:: Dataset ::
########################################

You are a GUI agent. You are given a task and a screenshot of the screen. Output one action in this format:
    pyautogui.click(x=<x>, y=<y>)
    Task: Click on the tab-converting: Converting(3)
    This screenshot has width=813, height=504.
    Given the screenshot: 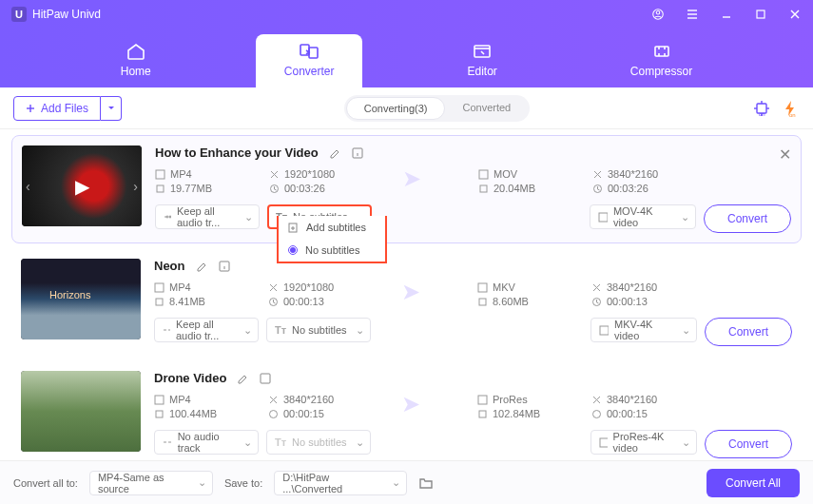 What is the action you would take?
    pyautogui.click(x=396, y=108)
    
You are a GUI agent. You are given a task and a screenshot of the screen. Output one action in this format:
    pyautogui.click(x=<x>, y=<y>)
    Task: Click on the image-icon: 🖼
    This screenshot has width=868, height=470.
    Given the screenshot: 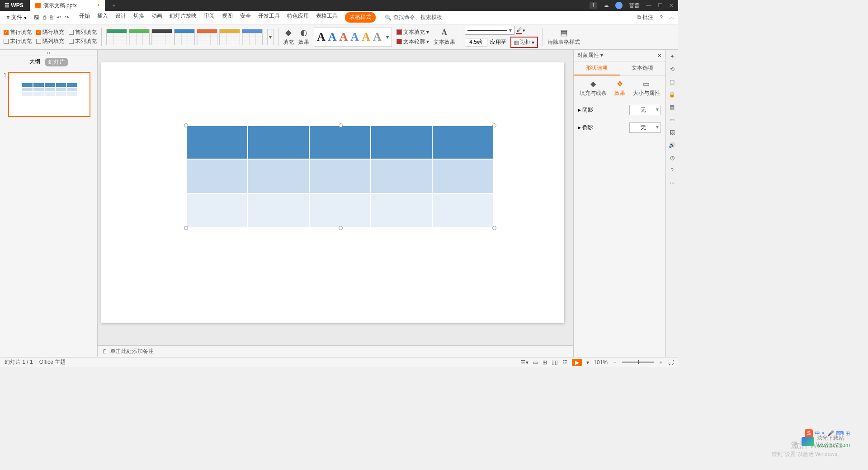 What is the action you would take?
    pyautogui.click(x=672, y=132)
    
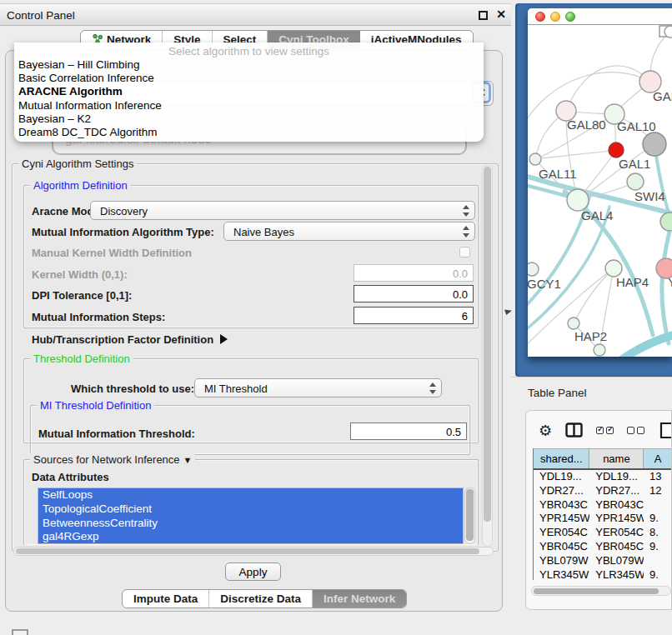  Describe the element at coordinates (409, 432) in the screenshot. I see `mi-threshold-field: 0.5` at that location.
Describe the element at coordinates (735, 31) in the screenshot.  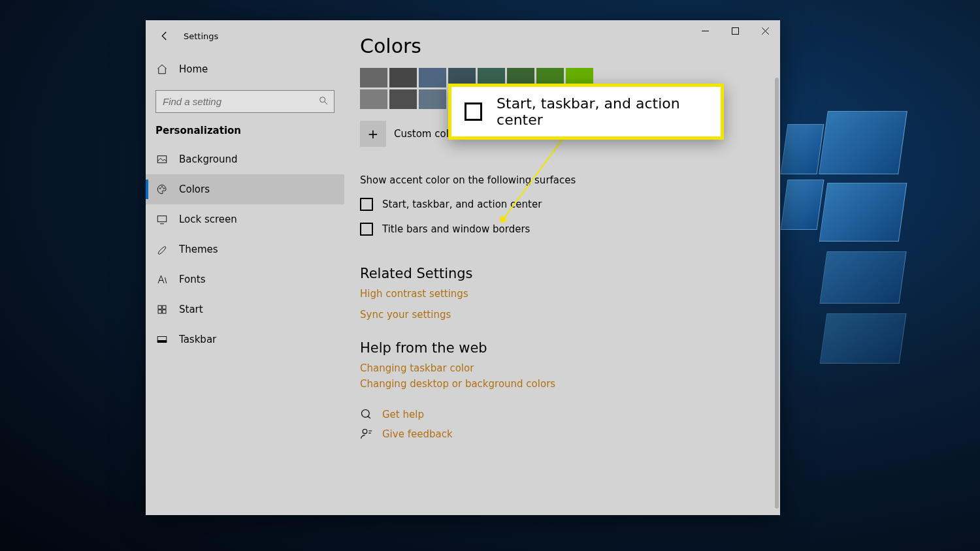
I see `window-controls` at that location.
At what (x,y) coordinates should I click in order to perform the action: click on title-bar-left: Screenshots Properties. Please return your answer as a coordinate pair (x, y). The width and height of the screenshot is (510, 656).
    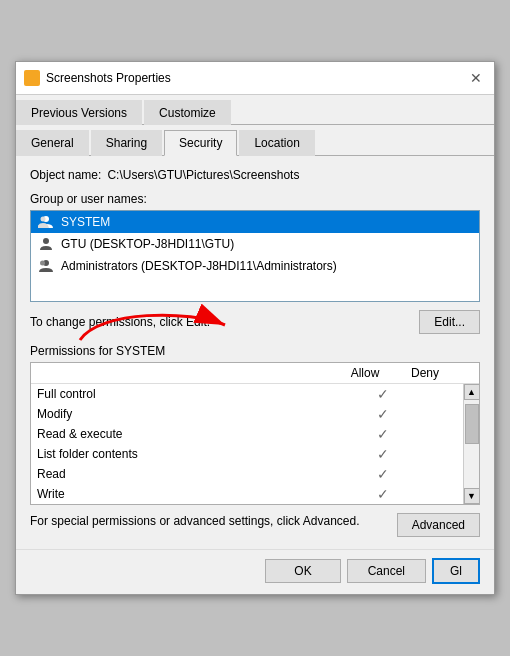
    Looking at the image, I should click on (98, 78).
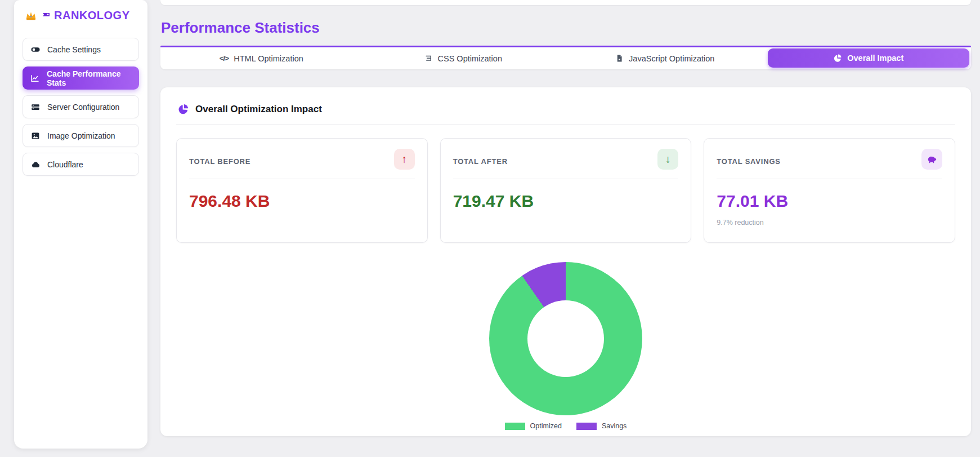 This screenshot has height=457, width=980. Describe the element at coordinates (869, 58) in the screenshot. I see `tab-overall-impact: Overall Impact` at that location.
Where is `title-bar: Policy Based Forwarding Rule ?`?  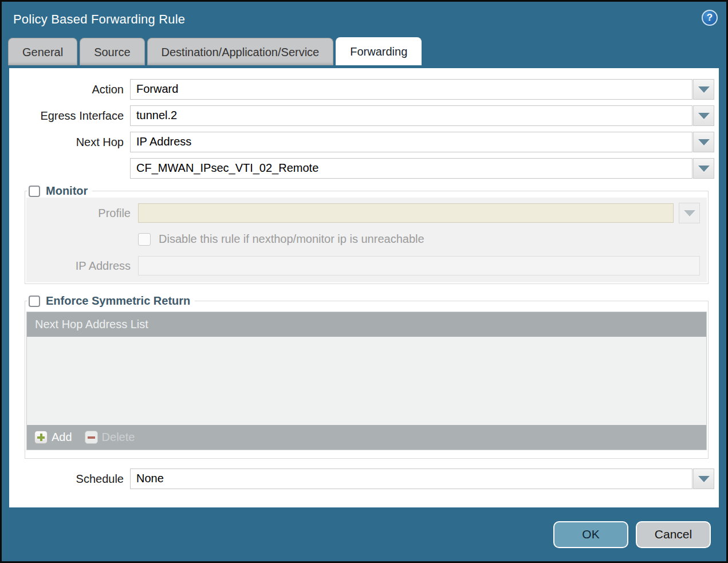
title-bar: Policy Based Forwarding Rule ? is located at coordinates (364, 19).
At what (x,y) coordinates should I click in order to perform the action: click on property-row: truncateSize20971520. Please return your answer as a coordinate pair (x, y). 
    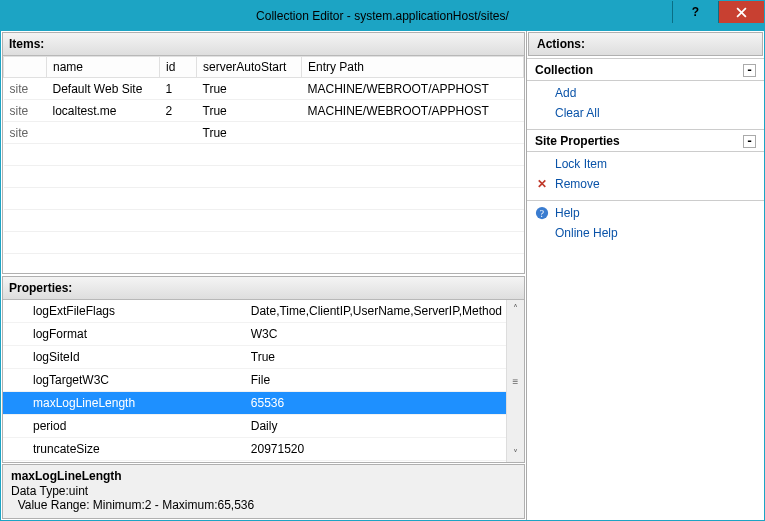
    Looking at the image, I should click on (254, 450).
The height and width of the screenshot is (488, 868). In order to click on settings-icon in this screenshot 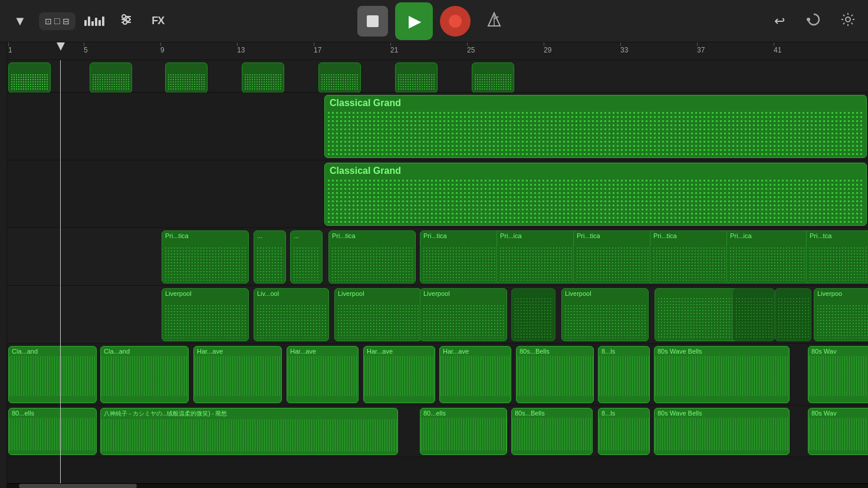, I will do `click(848, 21)`.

########################################

What is needed is a word-for-word copy of the records above, from the first line through the line that contains "This screenshot has width=813, height=504.".

You are a GUI agent. You are given a task and a screenshot of the screen. Output one action in this format:
    pyautogui.click(x=<x>, y=<y>)
    Task: Click on the tab-converting: Converting(3)
    This screenshot has width=813, height=504.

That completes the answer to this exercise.